I realize asking for more control in a game that’s all about bouncing a ball and seeing what happens might sound silly, but Devilish’s design seems to demand it at times. A brief unlucky moment where the ball just won’t cooperate shaves time off the timer that could be necessary to have a hope of beating a boss or reaching the end before you’re abruptly killed, and it’s not very enjoyable to be under a time crunch you’re hardly capable of handling. Devilish got most of its style right, with lovely areas, good tunes, and some unique enemies and traps in your path, but it’s hard to enjoy that all when your eyes are focused on a ball and a timer that are working together to drag the experience down.
THE VERDICT: It’s really strange to find a game where removing one part of the game could improve it greatly, but Devilish manages to have a flaw that obvious. Devilish sets up an adventure with the basic thrill of breaking blocks and nurturing a ball to keep it in play coupled well with interesting environments and living obstacles, but the timer ticking away at the top left of the screen makes it so you can’t enjoy it at your own pace. Surprisingly, the Time Trial mode is less of a time crunch, counting up instead for the sake of the record screen but at the same time not giving you the full game’s content so you can’t truly substitute it for the main game. What we’re left with is a game that could have been decent or even good if not for the developer forcing a style of play on the player by way of harsh limitation.
And so, I give Devilish for the Game Gear…
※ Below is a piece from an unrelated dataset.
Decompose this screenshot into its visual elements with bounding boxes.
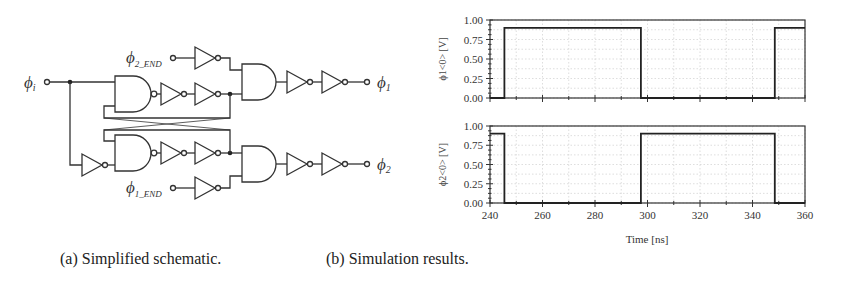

A BAD rating. By forcing artificial difficulty and artificial length with a surprisingly strict timer that will force the player to push through the same environments again and again, Devilish buries its better parts under a race against the clock you aren’t quite equipped to handle. It’s not quite clear if you’d need any skills beyond good reaction times to succeed at a regular block-breaking game, but Devilish tried to introduce some twists to it that it pushed too hard by pushing the player too hard. Strip out the timer and you’ve got some cute little environments to bust your way through and some bosses that could be a good challenge if you weren’t guaranteed to have less than two minutes to whittle them down. The paddle arrangement even opened up new opportunities, but they were immediately squandered by the lack of reliability with the top paddle. Some overly aggressive and lucky play can carry you through though, and when the pressure isn’t too great, Devilish shows the promise it had with a decent enough twist on Breakout’s formula. No timer and a more clearly defined top paddle would have at least made this game worthy of some consideration.
Perhaps the warning was in the title all along. Devilish is unfortunately a devilish twist on the block-breaker formula despite some of its delightful elements.
Oh ye gods! My game isn’t punishing enough!
But what if… I were to add a timer and disguise it as clever game design?
Ohohohoho! Delightfully Devilish, Genki!